The Filing
OpenAI has submitted a confidential S-1 registration statement to the Securities and Exchange Commission, the company confirmed on June 9, 2026. The move initiates the formal process for a public offering, though it does not set a timeline or price.
"We expect it to leak so we're just announcing it," the company said in a statement — a line that is either admirably candid or a very polished version of candor, depending on your priors.
Confidential filings, permitted under the JOBS Act for emerging growth companies and certain others, allow issuers to work through SEC comments before exposing their financials to competitors and the public. OpenAI's numbers will remain private until the company files publicly, which typically happens at least 15 days before a roadshow.
What the Filing Actually Signals
The S-1 submission is a procedural milestone, not a valuation event. It means OpenAI has engaged underwriters, assembled the legal and accounting infrastructure for a public company, and is prepared to defend its financials to SEC reviewers.
What it does not mean: that an IPO is imminent, that the offering price reflects any particular valuation, or that the business is ready for the scrutiny that comes with quarterly reporting obligations.
OpenAI was last valued at $300 billion in a private funding round earlier in 2026 — a figure that requires the company to eventually generate profits at a scale that would make it one of the most valuable businesses in history. The S-1, when public, will be the first document that lets outside analysts stress-test those assumptions with actual numbers.
The Structural Backdrop
The filing comes after OpenAI completed its conversion from a capped-profit LLC structure to a for-profit public benefit corporation — a reorganization that was itself a prerequisite for a conventional IPO. Under the old structure, investor returns were capped at a multiple of invested capital, which made standard equity markets an awkward fit.
The new structure removes that ceiling, but it also changes the governance dynamics that OpenAI's nonprofit board previously held. How the company describes those governance arrangements in its S-1 will be worth reading carefully.
What to Watch
The confidential filing buys OpenAI time and optionality. Markets can move; the SEC review process can surface issues; a company can withdraw. The announcement today is a signal of intent, not a commitment.
When the public S-1 does arrive, the line items that will matter most are revenue growth rate, operating losses, the terms of its compute arrangements with Microsoft, and how it accounts for the relationship between its nonprofit parent and the new for-profit entity. Those disclosures will do more to define OpenAI's public market story than any valuation figure attached to a private round.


▶ **WORK ORDER**
Go line by line through the entries and show those that hold the string "Arrive".

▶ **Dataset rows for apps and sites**
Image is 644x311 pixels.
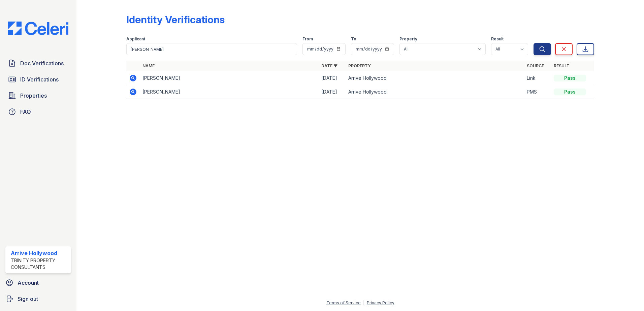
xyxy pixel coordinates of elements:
td: PMS [524,85,551,99]
a: Sign out [3,292,74,306]
a: Source [527,63,544,68]
div: Pass [554,75,586,82]
a: Privacy Policy [367,301,394,306]
a: Result [554,63,570,68]
a: Properties [5,89,71,102]
td: [PERSON_NAME] [140,85,319,99]
td: [DATE] [319,72,346,85]
span: Account [18,279,38,287]
label: Applicant [126,37,145,42]
label: Property [400,37,417,42]
div: Arrive Hollywood [11,250,68,257]
a: Account [3,276,74,290]
a: Name [142,63,155,68]
div: Trinity Property Consultants [11,257,68,271]
label: From [302,37,313,42]
div: | [363,301,365,306]
span: Properties [20,92,47,100]
span: Doc Verifications [20,60,64,67]
span: FAQ [20,108,31,116]
label: Result [492,37,503,42]
span: Sign out [18,295,38,303]
div: Pass [554,89,586,95]
a: Doc Verifications [5,56,71,70]
span: ID Verifications [20,76,59,84]
a: ID Verifications [5,72,71,86]
img: CE_Logo_Blue-a8612792a0a2168367f1c8372b55b34899dd931a85d93a1a3d3e32e68fde9ad4.png [3,21,74,35]
td: Arrive Hollywood [346,85,525,99]
td: [DATE] [319,85,346,99]
td: [PERSON_NAME] [140,72,319,85]
input: Search by name or phone number [126,43,297,55]
a: Date ▼ [321,63,337,68]
a: Terms of Service [326,301,361,306]
a: FAQ [5,105,71,118]
td: Arrive Hollywood [346,72,525,85]
a: Property [348,63,371,68]
label: To [351,37,356,42]
td: Link [524,72,551,85]
div: Identity Verifications [126,14,225,26]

▶ **ANSWER FOR THE TASK**
div: Arrive Hollywood [11,250,68,257]
td: Arrive Hollywood [346,85,525,99]
td: Arrive Hollywood [346,72,525,85]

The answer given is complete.